Astragalus polysaccharides (PG2) enhances the M1 Polarization of Macrophages, Functional Maturation of Dendritic Cells, and T cell-mediated anticancer immune responses in patients with lung cancer

Oluwaseun Adebayo Bamodu, Kuang Tai Kuo, Chun Hua Wang, Wen Chien Huang, Alexander T.H. Wu, Jo Ting Tsai, Kang Yun Lee, Chi Tai Yeh*, Liang Shun Wang

*Corresponding author for this work

Research output: Contribution to journalJournal Article peer-review

121 Scopus citations

Abstract

Background: Recently, we demonstrated that Astragalus polysaccharide (PG2), the active ingredient in dried roots of astragalus membranaceus, ameliorates cancer symptom clusters and improves quality of life (QoL) in patients with metastatic disease by modulating inflammatory cascade against the background roles of inflammatory cells, including macrophages, dendritic cells (DCs), and cytotoxic T lymphocytes (CTLs) in tumor initiation, metastasis, and progression. Nevertheless, the role of PG2 in the modulation of anticancer immunogenicity and therapeutic response remains relatively underexplored and unclear. Purpose: The present study investigates how and to what extent PG2 modulates cellular and biochemical components of the inflammatory cascade and enhances anticancer immunity, as well as the therapeutic implication of these bio-events in patients with lung cancer. Methods and Results: Herein, we demonstrated that PG2 significantly increased the M1/M2 macrophage polarization ratio in non-small cell carcinoma (NSCLC) H441 and H1299 cells. This PG2-induced preferential pharmacologic up-regulation of tumoral M1 population in vitro positively correlated with the downregulation of tumor-promoting IL-6 and IL-10 expression inNSCLC cell-conditioned medium, with concomitant marked inhibition of cell proliferation, clonogenicity, and tumorsphere formation. Our ex vivo results, using clinical sample from our NSCLC cohort, demonstrated that PG2 also promoted the functional maturation of DCs with consequent enhancement of T cell-mediated anticancer immune responses. Consistent with the in vitro and ex vivo results, our in vivo studies showed that treatment with PG2 elicited significant time-dependent depletion of the tumor-associated M2 population, synergistically enhanced the anti-M2-based anticancer effect of cisplatin, and inhibited xenograft tumor growth in the NSCLC mice models. Moreover, in the presence of PG2, cisplatin-associated dyscrasia and weight-loss was markedly suppressed. Conclusion: These results do indicate a therapeutically-relevant role for PG2 in modulating the M1/M2 macrophage pool, facilitating DC maturation and synergistically enhancing the anticancer effect of conventional chemotherapeutic agent, cisplatin, thus laying the foundation for further exploration of the curative relevance of PG2 as surrogate immunotherapy and/or clinical feasibility of its use for maintenance therapy in patients with lung cancer.

Original languageEnglish
Article number2264
JournalNutrients
Volume11
Issue number10
DOIs
StatePublished - 2019
Externally publishedYes

Bibliographical note

Publisher Copyright:
© 2018 by the authors. Licensee MDPI, Basel, Switzerland.

Keywords

  • Astragalus polysaccharide
  • Cisplatin
  • Immunotherapy
  • Lung cancer
  • M1/M2 polarization
  • Macrophages
  • Maintenance therapy
  • Monocytes
  • NSCLC
  • PG2

Fingerprint

Dive into the research topics of 'Astragalus polysaccharides (PG2) enhances the M1 Polarization of Macrophages, Functional Maturation of Dendritic Cells, and T cell-mediated anticancer immune responses in patients with lung cancer'. Together they form a unique fingerprint.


**DIRECTIONS FOR THIS TASK:** Among the records below, how many lines contain the word "displacement"? The answer is a single number.

=== Section Start ===

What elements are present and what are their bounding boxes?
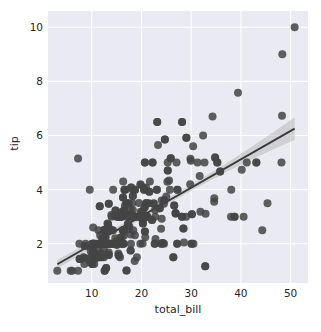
x-tick-label: 20	[121, 288, 161, 299]
x-tick-label: 50	[271, 288, 311, 299]
scatter-plot-figure: 246810 1020304050 total_bill tip	[0, 0, 321, 332]
x-tick-label: 40	[221, 288, 261, 299]
x-tick-label: 10	[72, 288, 112, 299]
x-tick-label: 30	[171, 288, 211, 299]
y-axis-label: tip	[8, 114, 21, 174]
x-axis-label: total_bill	[48, 303, 308, 316]
x-axis-tick-labels: 1020304050	[0, 0, 321, 332]
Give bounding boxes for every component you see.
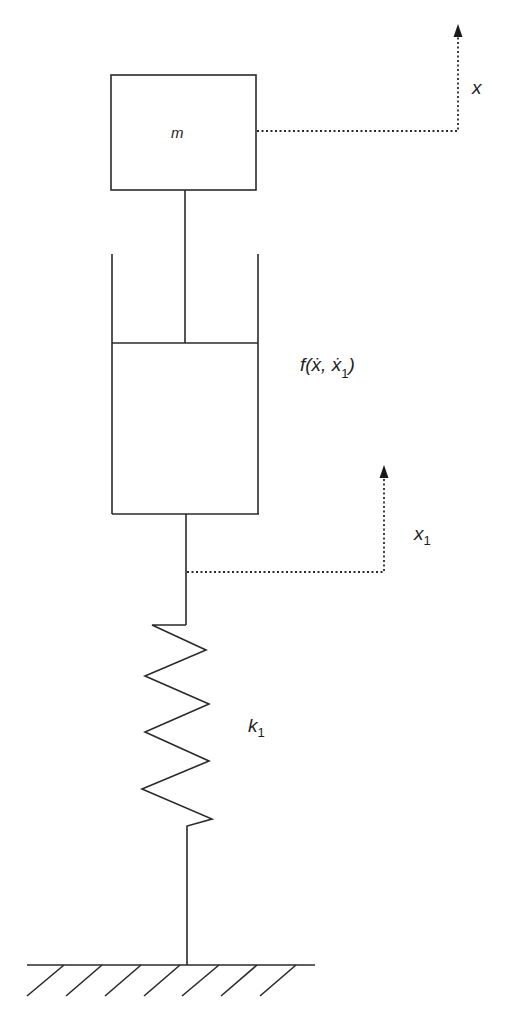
arrow-up-icon bbox=[454, 24, 463, 37]
mass-label: m bbox=[171, 124, 184, 141]
displacement-x-label: x bbox=[471, 77, 483, 98]
displacement-x-indicator: x bbox=[257, 24, 483, 131]
mass-damper-spring-diagram: m x f(ẋ, ẋ1) x1 k1 bbox=[0, 0, 529, 1032]
spring-label: k1 bbox=[248, 715, 265, 740]
displacement-x1-label: x1 bbox=[413, 523, 431, 548]
damper-label: f(ẋ, ẋ1) bbox=[300, 354, 355, 381]
arrow-up-icon bbox=[380, 465, 389, 478]
damper: f(ẋ, ẋ1) bbox=[112, 254, 355, 514]
displacement-x1-indicator: x1 bbox=[187, 465, 431, 572]
spring: k1 bbox=[142, 625, 265, 965]
mass-block: m bbox=[111, 75, 256, 190]
ground bbox=[27, 965, 315, 996]
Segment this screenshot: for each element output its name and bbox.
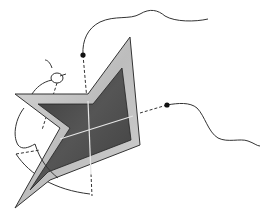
- top-anchor-dot: [80, 52, 85, 57]
- diagram-canvas: [0, 0, 270, 219]
- right-anchor-dot: [164, 102, 169, 107]
- top-string: [80, 10, 208, 57]
- right-string: [164, 102, 260, 146]
- star-plate-inner: [30, 68, 131, 190]
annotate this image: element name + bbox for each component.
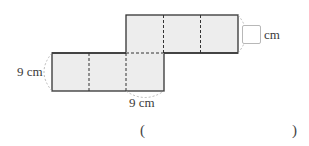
- height-dimension-arc: [44, 53, 52, 91]
- width-label: 9 cm: [129, 96, 155, 109]
- top-face-strip: [126, 15, 238, 53]
- bottom-face-strip: [52, 53, 164, 91]
- unknown-unit-label: cm: [264, 28, 280, 41]
- answer-open-paren: (: [140, 123, 145, 138]
- answer-close-paren: ): [292, 123, 297, 138]
- unknown-length-answer-box[interactable]: [242, 25, 261, 44]
- height-label: 9 cm: [17, 65, 43, 78]
- answer-input-area[interactable]: [152, 122, 288, 140]
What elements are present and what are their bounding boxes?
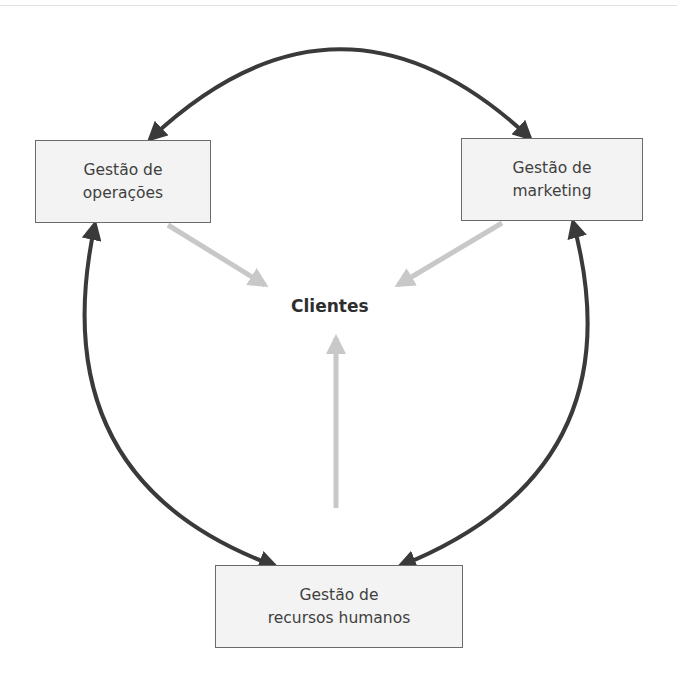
node-label-line1: Gestão de <box>84 159 163 182</box>
client-arrow-from-operacoes <box>168 225 265 285</box>
client-arrow-from-marketing <box>398 223 502 285</box>
node-gestao-operacoes: Gestão de operações <box>35 140 211 223</box>
node-gestao-recursos-humanos: Gestão de recursos humanos <box>215 565 463 648</box>
cycle-arrow-operacoes-marketing <box>150 49 530 139</box>
node-label-line1: Gestão de <box>300 584 379 607</box>
node-label-line1: Gestão de <box>513 157 592 180</box>
node-label-line2: recursos humanos <box>268 607 410 630</box>
center-label-clientes: Clientes <box>291 296 369 316</box>
node-label-line2: operações <box>83 182 163 205</box>
node-gestao-marketing: Gestão de marketing <box>461 138 643 221</box>
cycle-arrow-marketing-rh <box>400 222 588 566</box>
node-label-line2: marketing <box>513 180 592 203</box>
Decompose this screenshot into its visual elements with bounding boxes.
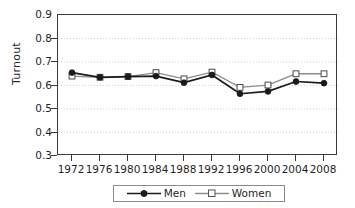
y-tick-label: 0.8	[22, 33, 52, 43]
data-point-men-1980[interactable]	[125, 74, 131, 80]
legend-label-men: Men	[164, 188, 186, 199]
y-tick-mark	[51, 132, 57, 133]
legend-swatch-men	[127, 188, 161, 199]
turnout-line-chart: Turnout 0.30.40.50.60.70.80.9 1972197619…	[0, 0, 355, 208]
data-point-men-1992[interactable]	[209, 72, 215, 78]
x-tick-mark	[239, 155, 240, 161]
x-tick-mark	[155, 155, 156, 161]
data-point-men-1984[interactable]	[153, 73, 159, 79]
y-tick-mark	[51, 155, 57, 156]
data-point-men-1972[interactable]	[69, 70, 75, 76]
data-point-women-2004[interactable]	[293, 71, 299, 77]
y-tick-mark	[51, 38, 57, 39]
data-point-men-1988[interactable]	[181, 80, 187, 86]
y-tick-label: 0.6	[22, 80, 52, 90]
data-point-women-2000[interactable]	[265, 82, 271, 88]
legend-swatch-women	[195, 188, 229, 199]
gridlines	[58, 39, 338, 133]
y-tick-label: 0.4	[22, 127, 52, 137]
x-tick-mark	[211, 155, 212, 161]
data-point-men-2008[interactable]	[321, 80, 327, 86]
y-tick-label: 0.9	[22, 9, 52, 19]
x-tick-mark	[99, 155, 100, 161]
x-tick-mark	[267, 155, 268, 161]
y-tick-label: 0.5	[22, 103, 52, 113]
plot-area	[57, 14, 337, 155]
y-tick-label: 0.3	[22, 150, 52, 160]
x-tick-mark	[323, 155, 324, 161]
y-tick-mark	[51, 85, 57, 86]
legend-entry-men[interactable]: Men	[127, 188, 186, 199]
legend-entry-women[interactable]: Women	[195, 188, 272, 199]
y-tick-mark	[51, 108, 57, 109]
y-tick-mark	[51, 61, 57, 62]
data-point-women-2008[interactable]	[321, 71, 327, 77]
x-tick-mark	[71, 155, 72, 161]
series-layer	[69, 69, 327, 96]
x-tick-mark	[127, 155, 128, 161]
data-point-men-1976[interactable]	[97, 74, 103, 80]
y-axis-tick-labels: 0.30.40.50.60.70.80.9	[22, 0, 52, 208]
data-point-men-2004[interactable]	[293, 79, 299, 85]
data-point-men-2000[interactable]	[265, 88, 271, 94]
chart-legend: Men Women	[113, 185, 285, 202]
data-point-men-1996[interactable]	[237, 91, 243, 97]
x-tick-mark	[295, 155, 296, 161]
x-tick-label: 2008	[301, 163, 345, 175]
y-axis-title: Turnout	[10, 22, 23, 106]
data-point-women-1996[interactable]	[237, 84, 243, 90]
y-tick-label: 0.7	[22, 56, 52, 66]
legend-label-women: Women	[232, 188, 272, 199]
x-tick-mark	[183, 155, 184, 161]
plot-svg	[58, 15, 338, 156]
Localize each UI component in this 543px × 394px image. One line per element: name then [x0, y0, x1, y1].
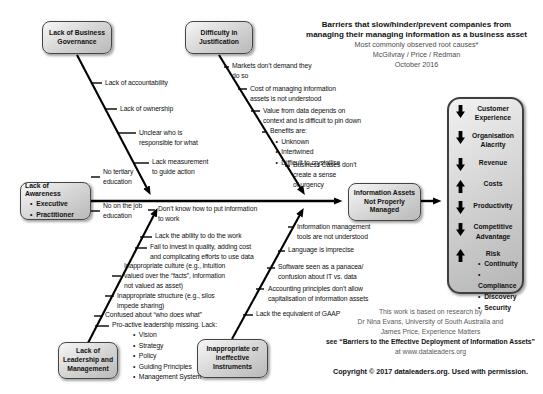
category-box-lack-of-awareness: Lack of Awareness • Executive • Practiti…: [20, 182, 91, 220]
outcome-label: Organisation Alacrity: [467, 131, 519, 150]
diagram-title: Barriers that slow/hinder/prevent compan…: [290, 20, 543, 70]
attribution-block: This work is based on research by Dr Nin…: [318, 307, 543, 357]
cause-label: Information management tools are not und…: [297, 222, 370, 242]
credit-line: Dr Nina Evans, University of South Austr…: [318, 317, 543, 327]
cause-label: Lack the ability to do the work: [155, 231, 241, 241]
outcome-label: Competitive Advantage: [467, 222, 519, 241]
cause-label: Cost of managing information assets is n…: [250, 84, 336, 104]
title-subtitle: Most commonly observed root causes*: [290, 40, 543, 50]
cause-label: Lack of accountability: [105, 78, 168, 88]
category-box-business-governance: Lack of Business Governance: [42, 21, 112, 54]
effect-box: Information Assets Not Properly Managed: [348, 183, 421, 221]
outcome-label: Revenue: [467, 158, 519, 167]
down-arrow-icon: [454, 201, 467, 215]
cause-label: Accounting principles don’t allow capita…: [268, 284, 368, 304]
cause-label: Value from data depends on context and i…: [263, 106, 361, 126]
copyright-line: Copyright © 2017 dataleaders.org. Used w…: [318, 367, 543, 376]
category-box-ineffective-instruments: Inappropriate or ineffective Instruments: [197, 339, 268, 378]
outcome-risk-group: Risk • Continuity • Compliance • Discove…: [467, 249, 519, 313]
awareness-box-title: Lack of Awareness: [25, 182, 86, 200]
outcome-label: Risk: [467, 249, 519, 258]
cause-label: Don’t know how to put information to wor…: [158, 204, 257, 224]
cause-label: Language is imprecise: [288, 245, 354, 255]
title-line: managing their managing information as a…: [290, 30, 543, 40]
credit-url: at www.dataleaders.org: [318, 347, 543, 357]
down-arrow-icon: [454, 222, 467, 236]
down-arrow-icon: [454, 104, 467, 118]
awareness-box-bullets: • Executive • Practitioner: [25, 199, 74, 220]
outcome-label: Customer Experience: [467, 104, 519, 123]
cause-label: Business Cases don’t create a sense of u…: [293, 160, 356, 189]
cause-label: Unclear who is responsible for what: [139, 128, 198, 148]
cause-label: Lack of ownership: [120, 104, 173, 114]
title-authors: McGilvray / Price / Redman: [290, 50, 543, 60]
cause-label: Markets don’t demand they do so: [232, 61, 311, 81]
credit-line: James Price, Experience Matters: [318, 327, 543, 337]
outcome-item: Organisation Alacrity: [454, 131, 519, 150]
category-box-difficulty-justification: Difficulty in Justification: [185, 21, 253, 54]
down-arrow-icon: [454, 158, 467, 172]
cause-label: No tertiary education: [103, 167, 133, 187]
up-arrow-icon: [454, 249, 467, 263]
title-date: October 2016: [290, 60, 543, 70]
cause-label: Pro-active leadership missing. Lack:: [112, 320, 217, 330]
cause-label: No on the job education: [103, 201, 142, 221]
outcome-item: Productivity: [454, 201, 519, 215]
cause-label: Fail to invest in quality, adding cost a…: [150, 242, 254, 262]
credit-line: This work is based on research by: [318, 307, 543, 317]
cause-label: Inappropriate structure (e.g., silos imp…: [117, 291, 215, 311]
category-box-leadership-management: Lack of Leadership and Management: [58, 342, 118, 379]
down-arrow-icon: [454, 131, 467, 145]
credit-reference: see “Barriers to the Effective Deploymen…: [318, 337, 543, 347]
outcome-label: Costs: [467, 179, 519, 188]
outcome-item: Customer Experience: [454, 104, 519, 123]
outcome-item: Risk • Continuity • Compliance • Discove…: [454, 249, 519, 313]
outcome-label: Productivity: [467, 201, 519, 210]
cause-label: Confused about “who does what”: [105, 310, 202, 320]
cause-label: Software seen as a panacea/ confusion ab…: [278, 262, 363, 282]
up-arrow-icon: [454, 179, 467, 193]
cause-label: Lack measurement to guide action: [152, 157, 208, 177]
cause-label-bullet-list: • Vision • Strategy • Policy • Guiding P…: [133, 330, 201, 383]
outcome-risk-bullets: • Continuity • Compliance • Discovery • …: [467, 259, 519, 313]
fishbone-diagram: Barriers that slow/hinder/prevent compan…: [0, 0, 543, 394]
outcome-item: Competitive Advantage: [454, 222, 519, 241]
outcomes-panel: Customer Experience Organisation Alacrit…: [447, 97, 524, 294]
outcome-item: Revenue: [454, 158, 519, 172]
title-line: Barriers that slow/hinder/prevent compan…: [290, 20, 543, 30]
cause-label: Inappropriate culture (e.g., intuition v…: [124, 261, 225, 290]
outcome-item: Costs: [454, 179, 519, 193]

=== Section End ===

**WRITTEN REPLY:** 4